Wednesday, September 18, 2013

What’s the Difference Between Writing and Editing?

What’s the Difference Between Writing and Editing?

Editing has always been a fundamental component of writing as well as a separate function, but as self-publishing, online and in print, has become ubiquitous, it’s important for writers to realize the distinction. A discussion of the differences may also help you confirm where your strength lies.
It is common for people to double up as editors and writers; I am among the many who do it. But most people feel more adept in one role or the other. I’ve written news and feature articles and opinion pieces and other content for newspapers and other media, as well as these posts — I’ll have written nearly a thousand of them by the end of this year — but although I enjoy writing, I actually prefer editing.
Writing is a proactive process: Whether one is given a topic or comes up with one, writing is an act of creation in which the writer calls forth the idea, the scope, the tone, and the structure of the work. It is also a challenge, in that it is the writer’s responsibility to produce a complete piece of content. Editing, by contrast, is reactive: One is assigned a piece of content, and one’s task is to refine the writer’s effort, helping him or her achieve the goal he or she was reaching for. This assistance may be minimal, or it may amount to intermittent or wholesale rewriting, but it is a response to the initial product. The challenge, too, lies not in completing the creative act but in carefully, consistently, and thoroughly evaluating and amending the piece.
Writing is, or should be, a smoothly flowing process; it’s tempting to frequently circle back and polish one’s prose, but the most efficient procedure is to produce the whole and then review it, replacing flat words with more vivid ones, reshaping descriptions, and rebuilding phrases, clauses, sentences, and paragraphs.
How does this review differ from editing? It doesn’t, except for an advantage the editor has that is key to the success of the content: The writer is generally emotionally invested in the work. It is his or her idea, or an expression of or a response to another’s idea, and it often is marked with the writer’s name. It belongs to the writer. The editor, on the other hand, is dispassionate — more or less interested in, perhaps even enthusiastic about, the topic, but not possessive. The manuscript is a puzzle to work out. The editor has professional pride and a desire to enhance the writer’s efforts and make the piece the best that it can be, but this is done at an intellectual remove.
Writers should be dedicated to careful crafting of the content, following rules and conventions ranging in complexity from comma placement to narrative organization. Editors must be dedicated to this task, because although their name may never appear, they have been entrusted with the care of the manuscript. Whether one is a copy editor, attending to the mechanics and the form, or a developmental editor, shaping and finessing the whole, the writer’s brainchild is in one’s hands, and that is a responsibility as grave as the writer’s charge to produce his or her best possible work.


TASK TO CARRY OUT:
Whenever a line below mentions the word "About", that line should be copied.

DATA IN THIS EXERCISE:
■ ■ ■ ■ ■ ■ ■

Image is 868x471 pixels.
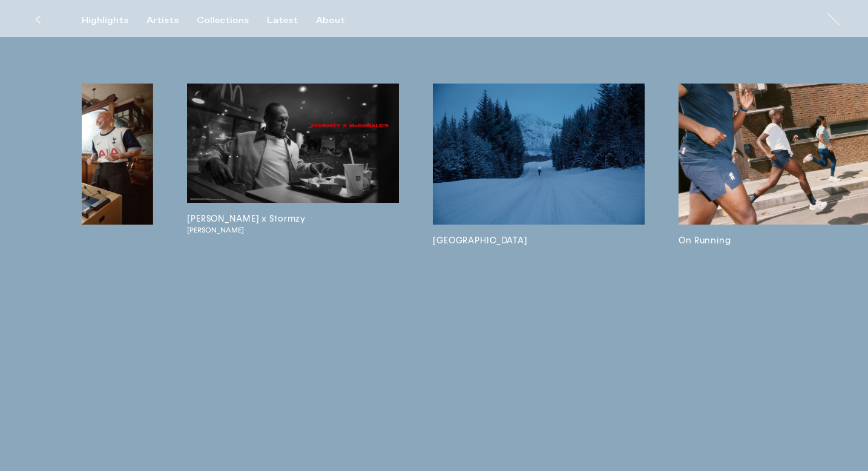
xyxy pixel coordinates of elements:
[187,83,399,424] a: [PERSON_NAME] x Stormzy[PERSON_NAME]
[82,15,128,26] div: Highlights
[187,226,378,235] span: [PERSON_NAME]
[433,83,644,424] a: [GEOGRAPHIC_DATA]
[82,15,146,26] button: Highlights
[316,15,345,26] div: About
[187,212,399,226] h3: [PERSON_NAME] x Stormzy
[197,15,249,26] div: Collections
[197,15,267,26] button: Collections
[146,15,179,26] div: Artists
[146,15,197,26] button: Artists
[433,234,644,247] h3: [GEOGRAPHIC_DATA]
[267,15,298,26] div: Latest
[267,15,316,26] button: Latest
[316,15,363,26] button: About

■ ■ ■ ■ ■ ■ ■

SOLUTION FOR THIS PROBLEM:
[316,15,345,26] div: About
[316,15,363,26] button: About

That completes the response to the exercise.